Concerns about Chat History

Brass Contributor

Hello Everyone,

 

There is a thread over on Uservoice which concerns the retention of private chat conversations.

 

Currently in Skype for Business, we can disable the capture of chat messages completely.  This is useful in organizations which have strict policies regarding transitory communications.  Unfortunately, Teams lacks this capability.

 

The most recent official response by the moderator is wildly off-base and tone-deaf.  As you can imagine, users are rightly confused and highly concerned about the current state of the product, especially now that Teams has a firm time frame for replacing Skype for Business.

 

Can more clarity be provided about what is happening with the retention of private chat messages?

 

Thank you.

 

https://microsoftteams.uservoice.com/forums/555103-public/suggestions/33535006-delete-private-chat-t...

7 Replies

@Daniel Smith If you don't have any active retention policies private chat messages will be kept in the user mailbox until the user deletes it. You can setup retention policies that deletes private chat messages after 30 days (fewer days will be supported in the future).

Yes, we understand that the best we can do is to delete history after 30 days.  The ability to delete after 24 hours is coming, but not ready for prime time.

 

Unfortunately, in our industry, if data is captured (at all) then it must go under a long-term retention standard.  Under Skype for Business, we had the option to not capture any data, period.  The current architecture of Teams has introduced a mess of legal consequences due to this change.

Many of the proposals suggest providing an option to have the storage of  all chat history cached on the user's local device rather than automatic storage in the cloud.  Policies can then be applied to determine how long each cache is retained (if at all).  

 

Microsoft really needs to address this issue with Teams.

@Daniel Smith Actually it will not be after 24 hours, it will take a few days before the data is completely removed.

 

You have the option to turn off private chats or as you say you can implement long-term retention.

 

If Microsoft see this as a big issue for on-boarding customers to Teams they will address this. I'm not sure that the uservoice you posted is addressing the issue you have.

 

Storing the data in the cloud is the only way for companies with strict compliance restriction to have control over the data, if it was stored locally on client computers only that would not be possible. It would also be hard to solve synchronisation between different clients so that users always can reach their data.

@Daniel Smith 

 

@Tony Redmond may have some input here but to my knowledge nothing has been addressed here, but I would expect some of these scenario's to be in the product before they cut off Skype for Business assuming this wasn't an on-prem only option? 

 

Anyway, I would pay close attention to Teams security/compliance/governance sessions at ignite here in two weeks to see if they announce or show anything on the roadmap that might mention this. 

 

And if by chance you are going, stop by the Teams booths and strike some conversations with the product teams. 

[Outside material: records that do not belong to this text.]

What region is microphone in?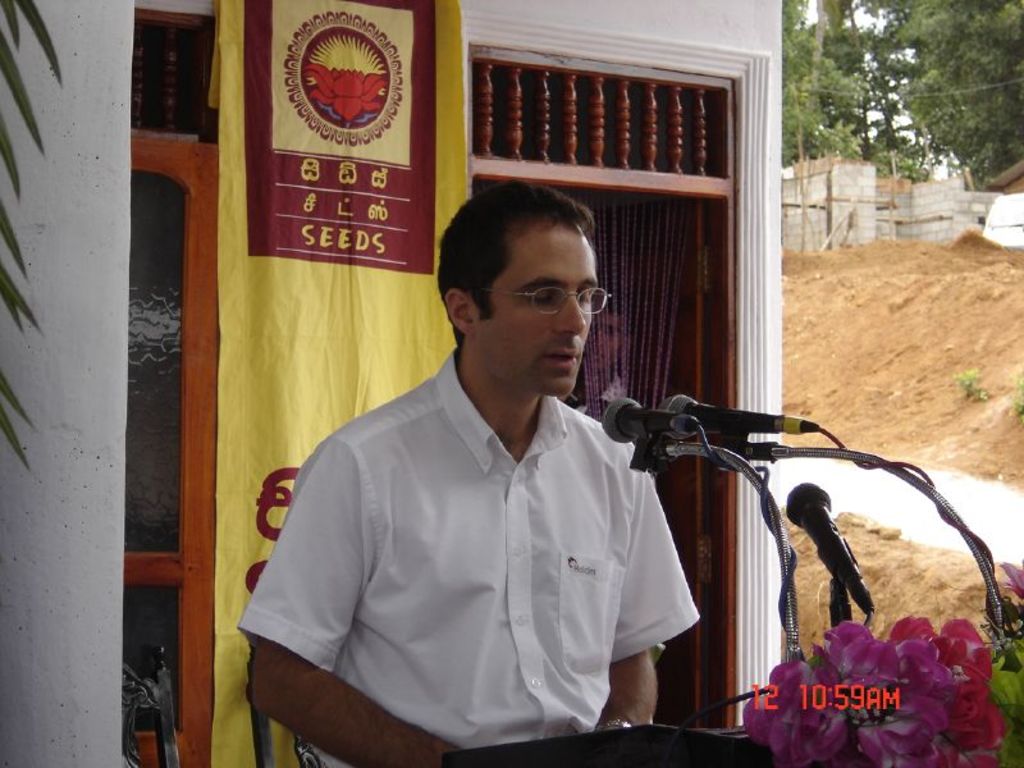
Rect(594, 392, 696, 452).
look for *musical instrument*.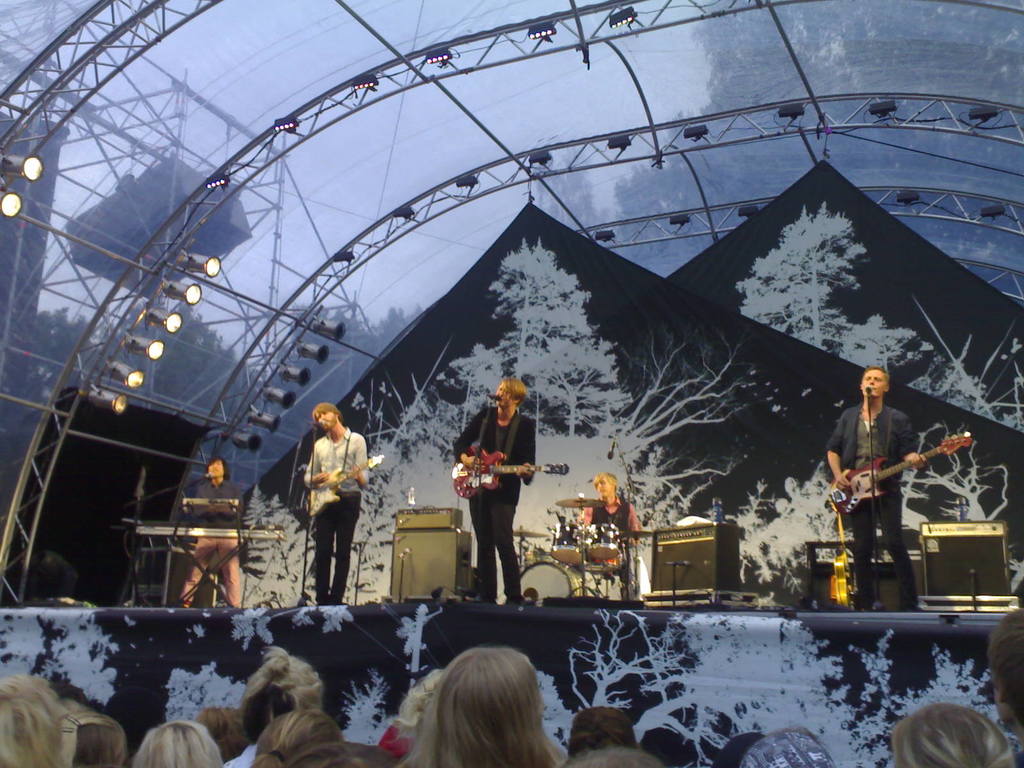
Found: (x1=448, y1=447, x2=569, y2=504).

@Chris Webb AFAIK, the only public announcement on the topic is the reduction in the retention time window to a minimum of 24 hours. As has been pointed out, this doesn't mean that compliance items magically disappear once they reach a day old. It takes time for the mechanism to remove items from EXO, synchronize with Teams, and eventually disappear.

 

If this is a real big issue, then the customer should raise it with their Microsoft account manager and work it through the system. Microsoft responds much better when it has hard evidence that something is causing a real problem. Right now, the stance as I understand it is that it's good to capture compliance records because so many customers want this to happen.

Agree Tony, thanks!

Daniel, If long term compliance is a requirement since no retention might not be an option yet, long term compliance is really easy when it comes to Teams chats assuming you have Exchange Online mailboxes that is.

@Chris Webb Thanks to everyone for the replies, this is very helpful.

 

Our agency has a policy that IM may only be used for transitory communications.  No decision-making, etc. shall be done via this medium.  Regular email communications are retained as you'd expect.  What we've found is that having IMs kept private has created a "relief valve" of sorts for the employees where more informal communications are accepted.  It would be a terrible shame to lose this capability which currently exists with Skype for Business.